Western’s Jeff Grimm Gets New $100,000 Grant from National Institutes of Health for his Research on Addictions and Cravings

Western Washington University Professor of Psychology Jeff Grimm has received a new $100,000 grant from the National Institutes of Health furthering his research into the similarities between drug addiction and the body’s craving for sugar.

“Sugar can be just as habit-forming as cocaine, methamphetamine or heroin,” he said. “Our brains learn to covet sugar, and, once given it, release the same chemical, dopamine, that is increased by most abused drugs.”

The new grant is a piggyback onto a previous 3-year, $300,000 grant from the NIH, and for the first time will allow him to examine in a rat model how females respond differently to cravings than males do.

“What the baseline numbers tell us now is that there are differences for humans in the way the two sexes experience addiction,” he said. “For example, we know that males are more likely to become addicted to alcohol and illicit drugs than females. And while the rate is lower in females, they tend to have more serious levels of addiction, including experiencing more frequent and intense craving. Getting into the how and why of these numbers is what we’re working on.”

One aspect of the new study is to eventually examine how hormones – both in males and females – affect craving.  The research is part of a new directive from the NIH that all studies from now on need to look at both sexes, not just the perceived easier-to-measure male population.

“Males have typically been used because of the general perception that their bodies compared to females undergo less change during the course of any time period, for example due to reproductive hormone cyclicity in females, thereby introducing less error into research studies,” he said. “That may have been a pragmatic approach in the past, but if the goal is to understand disease in humans we need to validate findings in both basic and clinical research in both sexes.”

The NIH has funded Grimm’s research on a renewing-grant basis since 2003.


Instructions to follow:
Text in the records must be reproduced exactly, and pictures must be skipped.

### Data records

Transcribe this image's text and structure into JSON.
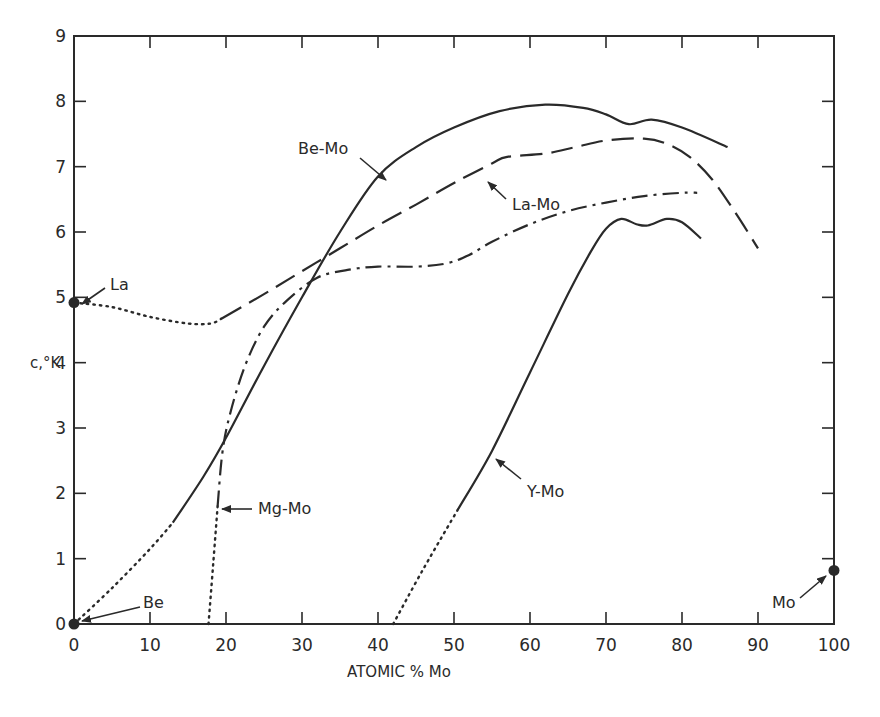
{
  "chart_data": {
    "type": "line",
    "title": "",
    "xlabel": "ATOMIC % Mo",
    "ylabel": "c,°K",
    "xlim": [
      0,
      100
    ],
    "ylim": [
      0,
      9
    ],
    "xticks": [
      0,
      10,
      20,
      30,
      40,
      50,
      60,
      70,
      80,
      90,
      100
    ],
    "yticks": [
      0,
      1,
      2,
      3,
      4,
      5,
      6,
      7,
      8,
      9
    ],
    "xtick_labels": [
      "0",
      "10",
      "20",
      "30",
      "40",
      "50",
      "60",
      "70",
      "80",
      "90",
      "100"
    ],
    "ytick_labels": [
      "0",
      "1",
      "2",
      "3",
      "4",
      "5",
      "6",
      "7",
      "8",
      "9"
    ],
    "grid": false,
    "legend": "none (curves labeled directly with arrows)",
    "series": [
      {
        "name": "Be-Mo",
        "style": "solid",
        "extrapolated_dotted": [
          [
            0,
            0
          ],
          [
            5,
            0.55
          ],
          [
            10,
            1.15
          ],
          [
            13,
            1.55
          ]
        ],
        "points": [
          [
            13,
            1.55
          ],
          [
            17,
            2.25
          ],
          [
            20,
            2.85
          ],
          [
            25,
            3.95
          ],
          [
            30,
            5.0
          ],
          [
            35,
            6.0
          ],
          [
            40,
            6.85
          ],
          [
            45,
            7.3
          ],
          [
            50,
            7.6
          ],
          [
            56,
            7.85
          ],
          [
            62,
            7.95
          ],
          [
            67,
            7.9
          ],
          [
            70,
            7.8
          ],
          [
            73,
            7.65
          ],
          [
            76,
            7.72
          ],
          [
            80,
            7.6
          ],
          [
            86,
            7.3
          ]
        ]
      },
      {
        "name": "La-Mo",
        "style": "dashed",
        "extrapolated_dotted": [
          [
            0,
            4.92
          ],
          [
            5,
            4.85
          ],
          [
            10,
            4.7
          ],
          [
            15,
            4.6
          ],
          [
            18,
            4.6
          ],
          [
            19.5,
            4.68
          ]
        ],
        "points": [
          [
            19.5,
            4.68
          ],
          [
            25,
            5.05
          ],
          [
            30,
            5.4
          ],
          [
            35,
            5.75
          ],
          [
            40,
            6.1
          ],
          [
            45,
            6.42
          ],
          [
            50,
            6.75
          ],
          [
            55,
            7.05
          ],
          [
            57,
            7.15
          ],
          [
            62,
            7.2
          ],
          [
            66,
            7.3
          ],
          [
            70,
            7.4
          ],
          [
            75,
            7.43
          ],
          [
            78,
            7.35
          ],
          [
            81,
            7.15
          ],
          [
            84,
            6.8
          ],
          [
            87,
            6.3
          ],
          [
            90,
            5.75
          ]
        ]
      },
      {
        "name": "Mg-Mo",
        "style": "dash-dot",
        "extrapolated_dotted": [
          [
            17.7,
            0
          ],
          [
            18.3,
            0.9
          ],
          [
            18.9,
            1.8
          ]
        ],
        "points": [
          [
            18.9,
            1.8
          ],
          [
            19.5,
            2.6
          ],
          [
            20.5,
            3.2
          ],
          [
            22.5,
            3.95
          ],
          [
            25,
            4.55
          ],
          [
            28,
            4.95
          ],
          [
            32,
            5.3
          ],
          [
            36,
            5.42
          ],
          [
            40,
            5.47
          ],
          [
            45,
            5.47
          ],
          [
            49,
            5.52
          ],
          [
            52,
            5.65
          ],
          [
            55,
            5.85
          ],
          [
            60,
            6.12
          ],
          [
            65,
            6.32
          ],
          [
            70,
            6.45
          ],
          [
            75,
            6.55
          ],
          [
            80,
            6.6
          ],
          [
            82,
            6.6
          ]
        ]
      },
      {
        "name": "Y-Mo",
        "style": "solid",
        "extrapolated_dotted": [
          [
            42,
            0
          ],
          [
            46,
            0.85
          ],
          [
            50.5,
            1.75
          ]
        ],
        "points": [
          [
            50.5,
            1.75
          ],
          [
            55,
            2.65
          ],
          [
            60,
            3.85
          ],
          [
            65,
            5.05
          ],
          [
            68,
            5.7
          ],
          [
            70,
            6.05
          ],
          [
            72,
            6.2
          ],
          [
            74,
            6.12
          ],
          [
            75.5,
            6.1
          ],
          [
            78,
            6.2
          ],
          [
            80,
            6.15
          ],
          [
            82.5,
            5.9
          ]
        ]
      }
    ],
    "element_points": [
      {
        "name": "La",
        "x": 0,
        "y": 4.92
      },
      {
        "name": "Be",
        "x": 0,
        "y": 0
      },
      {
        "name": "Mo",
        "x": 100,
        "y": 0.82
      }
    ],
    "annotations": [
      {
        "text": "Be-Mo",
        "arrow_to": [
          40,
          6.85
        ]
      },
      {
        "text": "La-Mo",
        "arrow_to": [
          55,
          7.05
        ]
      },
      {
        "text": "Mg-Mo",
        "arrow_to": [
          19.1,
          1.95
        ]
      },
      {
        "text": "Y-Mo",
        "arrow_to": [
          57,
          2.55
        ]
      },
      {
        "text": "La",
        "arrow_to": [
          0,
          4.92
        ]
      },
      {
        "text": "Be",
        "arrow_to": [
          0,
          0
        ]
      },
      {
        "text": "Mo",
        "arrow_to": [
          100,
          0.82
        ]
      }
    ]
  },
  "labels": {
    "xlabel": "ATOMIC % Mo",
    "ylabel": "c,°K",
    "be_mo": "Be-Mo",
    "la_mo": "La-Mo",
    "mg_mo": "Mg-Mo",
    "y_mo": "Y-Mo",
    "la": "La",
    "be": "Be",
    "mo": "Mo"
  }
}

######

Completed task:
Transcribe this image's text and structure into JSON.
{
  "chart_data": {
    "type": "line",
    "title": "",
    "xlabel": "ATOMIC % Mo",
    "ylabel": "c,°K",
    "xlim": [
      0,
      100
    ],
    "ylim": [
      0,
      9
    ],
    "xticks": [
      0,
      10,
      20,
      30,
      40,
      50,
      60,
      70,
      80,
      90,
      100
    ],
    "yticks": [
      0,
      1,
      2,
      3,
      4,
      5,
      6,
      7,
      8,
      9
    ],
    "xtick_labels": [
      "0",
      "10",
      "20",
      "30",
      "40",
      "50",
      "60",
      "70",
      "80",
      "90",
      "100"
    ],
    "ytick_labels": [
      "0",
      "1",
      "2",
      "3",
      "4",
      "5",
      "6",
      "7",
      "8",
      "9"
    ],
    "grid": false,
    "legend": "none (curves labeled directly with arrows)",
    "series": [
      {
        "name": "Be-Mo",
        "style": "solid",
        "extrapolated_dotted": [
          [
            0,
            0
          ],
          [
            5,
            0.55
          ],
          [
            10,
            1.15
          ],
          [
            13,
            1.55
          ]
        ],
        "points": [
          [
            13,
            1.55
          ],
          [
            17,
            2.25
          ],
          [
            20,
            2.85
          ],
          [
            25,
            3.95
          ],
          [
            30,
            5.0
          ],
          [
            35,
            6.0
          ],
          [
            40,
            6.85
          ],
          [
            45,
            7.3
          ],
          [
            50,
            7.6
          ],
          [
            56,
            7.85
          ],
          [
            62,
            7.95
          ],
          [
            67,
            7.9
          ],
          [
            70,
            7.8
          ],
          [
            73,
            7.65
          ],
          [
            76,
            7.72
          ],
          [
            80,
            7.6
          ],
          [
            86,
            7.3
          ]
        ]
      },
      {
        "name": "La-Mo",
        "style": "dashed",
        "extrapolated_dotted": [
          [
            0,
            4.92
          ],
          [
            5,
            4.85
          ],
          [
            10,
            4.7
          ],
          [
            15,
            4.6
          ],
          [
            18,
            4.6
          ],
          [
            19.5,
            4.68
          ]
        ],
        "points": [
          [
            19.5,
            4.68
          ],
          [
            25,
            5.05
          ],
          [
            30,
            5.4
          ],
          [
            35,
            5.75
          ],
          [
            40,
            6.1
          ],
          [
            45,
            6.42
          ],
          [
            50,
            6.75
          ],
          [
            55,
            7.05
          ],
          [
            57,
            7.15
          ],
          [
            62,
            7.2
          ],
          [
            66,
            7.3
          ],
          [
            70,
            7.4
          ],
          [
            75,
            7.43
          ],
          [
            78,
            7.35
          ],
          [
            81,
            7.15
          ],
          [
            84,
            6.8
          ],
          [
            87,
            6.3
          ],
          [
            90,
            5.75
          ]
        ]
      },
      {
        "name": "Mg-Mo",
        "style": "dash-dot",
        "extrapolated_dotted": [
          [
            17.7,
            0
          ],
          [
            18.3,
            0.9
          ],
          [
            18.9,
            1.8
          ]
        ],
        "points": [
          [
            18.9,
            1.8
          ],
          [
            19.5,
            2.6
          ],
          [
            20.5,
            3.2
          ],
          [
            22.5,
            3.95
          ],
          [
            25,
            4.55
          ],
          [
            28,
            4.95
          ],
          [
            32,
            5.3
          ],
          [
            36,
            5.42
          ],
          [
            40,
            5.47
          ],
          [
            45,
            5.47
          ],
          [
            49,
            5.52
          ],
          [
            52,
            5.65
          ],
          [
            55,
            5.85
          ],
          [
            60,
            6.12
          ],
          [
            65,
            6.32
          ],
          [
            70,
            6.45
          ],
          [
            75,
            6.55
          ],
          [
            80,
            6.6
          ],
          [
            82,
            6.6
          ]
        ]
      },
      {
        "name": "Y-Mo",
        "style": "solid",
        "extrapolated_dotted": [
          [
            42,
            0
          ],
          [
            46,
            0.85
          ],
          [
            50.5,
            1.75
          ]
        ],
        "points": [
          [
            50.5,
            1.75
          ],
          [
            55,
            2.65
          ],
          [
            60,
            3.85
          ],
          [
            65,
            5.05
          ],
          [
            68,
            5.7
          ],
          [
            70,
            6.05
          ],
          [
            72,
            6.2
          ],
          [
            74,
            6.12
          ],
          [
            75.5,
            6.1
          ],
          [
            78,
            6.2
          ],
          [
            80,
            6.15
          ],
          [
            82.5,
            5.9
          ]
        ]
      }
    ],
    "element_points": [
      {
        "name": "La",
        "x": 0,
        "y": 4.92
      },
      {
        "name": "Be",
        "x": 0,
        "y": 0
      },
      {
        "name": "Mo",
        "x": 100,
        "y": 0.82
      }
    ],
    "annotations": [
      {
        "text": "Be-Mo",
        "arrow_to": [
          40,
          6.85
        ]
      },
      {
        "text": "La-Mo",
        "arrow_to": [
          55,
          7.05
        ]
      },
      {
        "text": "Mg-Mo",
        "arrow_to": [
          19.1,
          1.95
        ]
      },
      {
        "text": "Y-Mo",
        "arrow_to": [
          57,
          2.55
        ]
      },
      {
        "text": "La",
        "arrow_to": [
          0,
          4.92
        ]
      },
      {
        "text": "Be",
        "arrow_to": [
          0,
          0
        ]
      },
      {
        "text": "Mo",
        "arrow_to": [
          100,
          0.82
        ]
      }
    ]
  },
  "labels": {
    "xlabel": "ATOMIC % Mo",
    "ylabel": "c,°K",
    "be_mo": "Be-Mo",
    "la_mo": "La-Mo",
    "mg_mo": "Mg-Mo",
    "y_mo": "Y-Mo",
    "la": "La",
    "be": "Be",
    "mo": "Mo"
  }
}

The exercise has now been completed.